Eight different golfers held or tied for the lead at one point or other.  They hailed from six different continents – everywhere but Antarctica, as David Feherty observed.

There was the powerful Argentine Angel Cabrera, South Korea’s K. J. Choi, the South African Schwartzel, and an American named Tiger Woods, who returned to major championship contention with a performance that either proved he will win again or showed why he won’t.

A trio of Aussies – Adam Scott, Jason Day, and Geoff Ogilvy – threatened to be the first from their homeland to win the Masters.

The lad from Holywood in Northern Ireland, 21-year-old Rory McIlroy, led by four strokes after 54 holes, then contributed a performance that brought to mind the painful Sunday effort of Aussie Greg Norman at Augusta.

McIlroy’s round was hard to watch.  His putting stroke was shaky from the start, and it took just three holes for his lead to disappear, assisted by Schwartzel’s early fireworks.  He managed to hold himself together through the first nine holes, but his drive on ten hit a tree and wound up between two of the club’s guest cabins, closer to South Carolina than to the fairway.   After another gruesome pull-hook and then a clipped tree on a pitch shot, he took a surreal triple bogey and all the air whooshed out of him.

If it were a prizefight, they would have stopped it after McIlroy’s four-putt on the 12th, but golf asks its reeling competitors to keep going forward, and the final number was 80.  It is what’s supposed to happen to a 21-year-old sleeping on a third-round lead in a major for the first time; he will recover and win again, but these scars will do him little good, and they underscore what a cruel game golf can be (and how unique and amazing Tiger was at the same age).

McIlroy’s struggles turned a young man’s coronation into a democratic free-for-all.  Once he had finished his implosion on ten, there were ten players within two shots of the lead.



One of those was Tiger Woods, whose eagle on the 8th hole had set off the largest roar of the day – until his second shot on the par-five 15th settled four feet from the pin.  The putt would have given him the lead by himself, but he drilled it over the right edge of the hole and had to settle for birdie.  It was one of several disappointing shots on the back nine after his sizzling 31 on the front; he missed a similar putt on 12 for bogey, pulled a seven-iron long and left on 13 to make par after a great drive put him in perfect position for an eagle, and dumped his approach on 17 short of the front ridge when he knew he needed birdies coming in.  He showed enough of the old Tiger to put himself into spots where the new Tiger could come up short.

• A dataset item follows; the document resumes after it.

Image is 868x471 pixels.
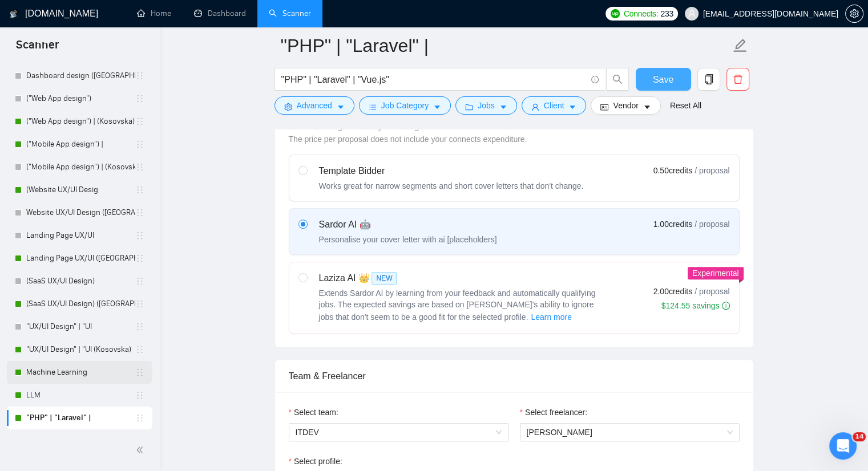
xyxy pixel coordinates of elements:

“We’ve been saying that the young players aren’t afraid of Tiger,” Jim Nantz said after Woods’s eagle on 8.  “We’ll find out about that now.”

We did.  They’re not.

Playing alongside Adam Scott, Jason Day birdied four of the last seven holes, nailing a long uphill putt on 17 to create some roars of his own.  If Scott was feeling any heat, he didn’t show it, wielding his broomstick putter for birdies on 11 and 14, and scaring the hole with his tee ball on the short 16th before settling for a one-foot kick-in birdie.  Purists will argue long into the night that the implement should have been banned from golf as soon as it appeared.  Regardless, that punt has poled on down the stream, and Scott has embraced the method to overcome his putting woes and seemed ready for his major-championship breakthrough at last.

While Scott was making par on 17 despite hitting his tee shot into a greenside bunker on number 7, Schwartzel rolled home a 20-footer on 16 to match Scott at 12 under, drained a nine-footer on 17, and enjoyed the walk up the final fairway knowing he only needed par.  He made one last birdie, holing a putt he’d studied during the practice rounds.

The victory was sweet for the newlywed winner, and the road to the ending was something for all to savor.  This year’s Masters more than lived up to its considerable annual hype.